** WHAT THE EXERCISE ASKS **
An exact transcription of all the data is required.
--- DATA Enclosed Below ---
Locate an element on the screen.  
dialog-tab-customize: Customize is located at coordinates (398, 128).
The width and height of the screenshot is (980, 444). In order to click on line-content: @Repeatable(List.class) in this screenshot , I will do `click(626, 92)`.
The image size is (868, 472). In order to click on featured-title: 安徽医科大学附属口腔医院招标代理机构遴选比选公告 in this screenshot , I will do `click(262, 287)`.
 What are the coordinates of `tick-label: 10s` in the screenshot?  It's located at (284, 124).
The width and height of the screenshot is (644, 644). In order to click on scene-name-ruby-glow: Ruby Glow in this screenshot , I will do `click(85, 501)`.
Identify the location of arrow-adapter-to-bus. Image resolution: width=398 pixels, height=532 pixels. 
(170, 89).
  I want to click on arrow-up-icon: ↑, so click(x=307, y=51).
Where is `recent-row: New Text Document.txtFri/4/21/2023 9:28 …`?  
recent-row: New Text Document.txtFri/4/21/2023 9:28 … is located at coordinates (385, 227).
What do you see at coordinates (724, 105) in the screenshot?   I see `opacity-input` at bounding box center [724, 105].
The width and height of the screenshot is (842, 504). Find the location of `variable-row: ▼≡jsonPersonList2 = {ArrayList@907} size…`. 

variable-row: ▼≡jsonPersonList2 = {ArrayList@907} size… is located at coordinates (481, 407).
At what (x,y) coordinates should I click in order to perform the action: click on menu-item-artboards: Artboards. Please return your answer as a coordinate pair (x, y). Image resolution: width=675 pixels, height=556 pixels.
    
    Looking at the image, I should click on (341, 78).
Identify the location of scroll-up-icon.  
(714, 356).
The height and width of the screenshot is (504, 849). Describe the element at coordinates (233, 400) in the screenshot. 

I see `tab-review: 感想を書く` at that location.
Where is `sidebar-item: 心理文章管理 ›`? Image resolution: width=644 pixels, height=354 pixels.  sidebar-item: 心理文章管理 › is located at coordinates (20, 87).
--- End of Enclosed DATA ---
** TASK RESULT **
Locate an element on the screen.  
dialog-tab-customize: Customize is located at coordinates (398, 128).
The width and height of the screenshot is (980, 444). In order to click on line-content: @Repeatable(List.class) in this screenshot , I will do `click(626, 92)`.
The image size is (868, 472). In order to click on featured-title: 安徽医科大学附属口腔医院招标代理机构遴选比选公告 in this screenshot , I will do `click(262, 287)`.
 What are the coordinates of `tick-label: 10s` in the screenshot?  It's located at (284, 124).
The width and height of the screenshot is (644, 644). In order to click on scene-name-ruby-glow: Ruby Glow in this screenshot , I will do `click(85, 501)`.
Identify the location of arrow-adapter-to-bus. Image resolution: width=398 pixels, height=532 pixels. 
(170, 89).
  I want to click on arrow-up-icon: ↑, so click(x=307, y=51).
Where is `recent-row: New Text Document.txtFri/4/21/2023 9:28 …`?  
recent-row: New Text Document.txtFri/4/21/2023 9:28 … is located at coordinates (385, 227).
What do you see at coordinates (724, 105) in the screenshot?   I see `opacity-input` at bounding box center [724, 105].
The width and height of the screenshot is (842, 504). Find the location of `variable-row: ▼≡jsonPersonList2 = {ArrayList@907} size…`. 

variable-row: ▼≡jsonPersonList2 = {ArrayList@907} size… is located at coordinates (481, 407).
At what (x,y) coordinates should I click in order to perform the action: click on menu-item-artboards: Artboards. Please return your answer as a coordinate pair (x, y). Image resolution: width=675 pixels, height=556 pixels.
    
    Looking at the image, I should click on (341, 78).
Identify the location of scroll-up-icon.  
(714, 356).
The height and width of the screenshot is (504, 849). Describe the element at coordinates (233, 400) in the screenshot. 

I see `tab-review: 感想を書く` at that location.
Where is `sidebar-item: 心理文章管理 ›`? Image resolution: width=644 pixels, height=354 pixels.  sidebar-item: 心理文章管理 › is located at coordinates (20, 87).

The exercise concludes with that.